Turner as the link

Matisse, on his honeymoon in London, made his pilgrimage to view the Turners in the National Gallery. As Spurling puts it, "For Matisse,...Turner was a link between the present and the past, a way of reconciling the traditional realism of his native North with the lure of pure color which already beckoned him so fiercely. He described Turner's impact nearly fifty years later, at a moment when his own recovery from a near-fatal operation had made the world once again look fresh and sparkling. It is Matisse's most brilliant evocation in words of a window opening on a new world, a period of radiant bliss after unhappiness and self-denial." (Spurling, The Unknown Matisse, p. 156)

And what were those words?

Matisse: "It is always a good thing to begin with renunciation, to impose a regime of abstinence on yourself from time to time. Turner lived in a cellar. Once a week he had the shutters suddenly flung open, and then what incandescence! what dazzlement! what jewels!"

Tension between realism and pure color. Abstinence and release. Energy, energy, energy.

Comments

James said…
That's certainly interesting. Makes me wonder who does it and if it helps them . . .
Jee Leong said…
Coming out as gay so late in life, I've felt the pent-up energies released into my poems, so I can partly understand what Matisse says. But to cork up the genie again? Now that takes discipine and sacrifice.
Anonymous said…
to deliberately 'impose a regime of abstinence' on oneself for the sake of one's art... hmm... i've got mixed feelings about that one. i think it's got something to do with the feeling that it seems to reduce the individual to an automaton, albeit a fairly complex one, for which certain physical / psychological behaviours can have predictable consequences... Which, i suppose, is the assumption we base our daily lives on - it's just that used so deliberately for the sake of art, it seems... almost scary.

sorry if i'm not totally making sense - i'm just trying to articulate a vague sense of unease.

secondly, i was about to say, perhaps that's why Hopkins' poetry is so powerful. that sense of reined-in energy. i'm a great hopkins fan btw. he's more or less my favourite poet.
Jee Leong said…
Thanks, rui, for sharing your response to the idea of deliberate abstinence. I wonder if you feel the same way towards athletes abstaining from alcohol and smokes, or taoist priests abstaining from sex in order to build up qi? I'm guessing that part of our unease about an artist's deliberate abstinence for his art is due to our idea of spontaneous artistic inspiration. Athletes and saints, we expect, undergo disciplinary regimes; artists are free spirits, not complex machines. I think the body and mind are so co-dependent, that artists try all ways to influence one in the hope of influencing the other, thus opium, drink, sex, and, yes, abstinence.
Anonymous said…
actually, to be very honest, (and i hate admitting this), my unease is not because i subscribe to the view of artistic inspiration as being spontaneous or from some sort of mysterious source etc. in the first place, i am a great believer in the necessity of discipline and sacrifice in any worthwhile pursuit. in the second place, i don't have such an exalted view of art. i have to confess, reluctantly, that my unease is because i wonder, in my confused sitting-on-the-fence way, if art is worth the sacrifice.
Jee Leong said…
Hi rui, thanks for the frank confession. :-) Art is not worth the sacrifice, which is why artists are either insane or egomaniacal, at the very least, badly adjusted.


** Exercise description **
Your answer must be every line of the data that holds the string "immobilienergebnis".

** Excerpts from a figure dataset **
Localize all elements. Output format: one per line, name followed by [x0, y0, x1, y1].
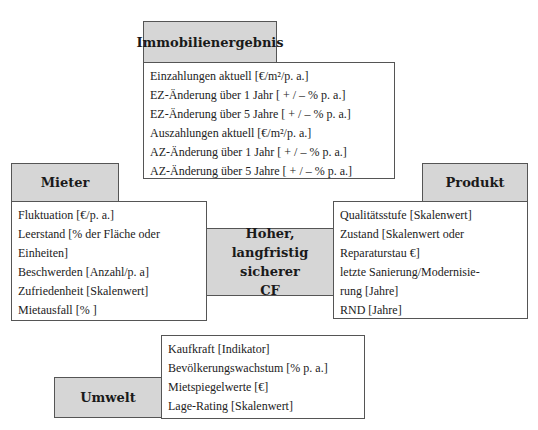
- mieter-title: Mieter: [41, 173, 90, 192]
- list-item: Bevölkerungswachstum [% p. a.]: [168, 359, 358, 378]
- umwelt-header: Umwelt: [54, 377, 162, 418]
- list-item: Leerstand [% der Fläche oder: [18, 225, 200, 244]
- list-item: Zustand [Skalenwert oder: [340, 225, 521, 244]
- list-item: Qualitätsstufe [Skalenwert]: [340, 206, 521, 225]
- list-item: Auszahlungen aktuell [€/m²/p. a.]: [150, 124, 388, 143]
- list-item: Lage-Rating [Skalenwert]: [168, 397, 358, 416]
- list-item: AZ-Änderung über 1 Jahr [ + / – % p. a.]: [150, 143, 388, 162]
- mieter-header: Mieter: [11, 163, 119, 202]
- list-item: AZ-Änderung über 5 Jahre [ + / – % p. a.…: [150, 162, 388, 181]
- list-item: Reparaturstau €]: [340, 244, 521, 263]
- umwelt-title: Umwelt: [80, 388, 136, 407]
- list-item: Kaufkraft [Indikator]: [168, 340, 358, 359]
- list-item: Beschwerden [Anzahl/p. a]: [18, 263, 200, 282]
- produkt-list: Qualitätsstufe [Skalenwert] Zustand [Ska…: [333, 201, 528, 319]
- list-item: EZ-Änderung über 5 Jahre [ + / – % p. a.…: [150, 105, 388, 124]
- list-item: letzte Sanierung/Modernisie-: [340, 263, 521, 282]
- center-line: Hoher,: [245, 224, 294, 243]
- list-item: Fluktuation [€/p. a.]: [18, 206, 200, 225]
- list-item: Einheiten]: [18, 244, 200, 263]
- list-item: Mietausfall [% ]: [18, 301, 200, 320]
- mieter-list: Fluktuation [€/p. a.] Leerstand [% der F…: [11, 201, 207, 321]
- center-line: CF: [260, 281, 280, 300]
- umwelt-list: Kaufkraft [Indikator] Bevölkerungswachst…: [161, 335, 365, 419]
- immobilienergebnis-title: Immobilienergebnis: [136, 33, 283, 52]
- list-item: Mietspiegelwerte [€]: [168, 378, 358, 397]
- list-item: Zufriedenheit [Skalenwert]: [18, 282, 200, 301]
- immobilienergebnis-header: Immobilienergebnis: [143, 21, 277, 63]
- list-item: Einzahlungen aktuell [€/m²/p. a.]: [150, 67, 388, 86]
- list-item: RND [Jahre]: [340, 301, 521, 320]
- immobilienergebnis-list: Einzahlungen aktuell [€/m²/p. a.] EZ-Änd…: [143, 62, 395, 179]
- center-line: langfristig sicherer: [207, 243, 333, 281]
- produkt-title: Produkt: [446, 173, 505, 192]
- list-item: rung [Jahre]: [340, 282, 521, 301]
- list-item: EZ-Änderung über 1 Jahr [ + / – % p. a.]: [150, 86, 388, 105]
- produkt-header: Produkt: [422, 163, 528, 202]
- center-goal-box: Hoher, langfristig sicherer CF: [206, 228, 334, 296]
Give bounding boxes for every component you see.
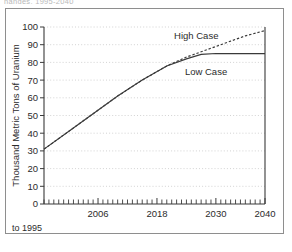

** Exercise solution **
- immobilienergebnis-title: Immobilienergebnis: [136, 33, 283, 52]
- immobilienergebnis-header: Immobilienergebnis: [143, 21, 277, 63]
- immobilienergebnis-list: Einzahlungen aktuell [€/m²/p. a.] EZ-Änd…: [143, 62, 395, 179]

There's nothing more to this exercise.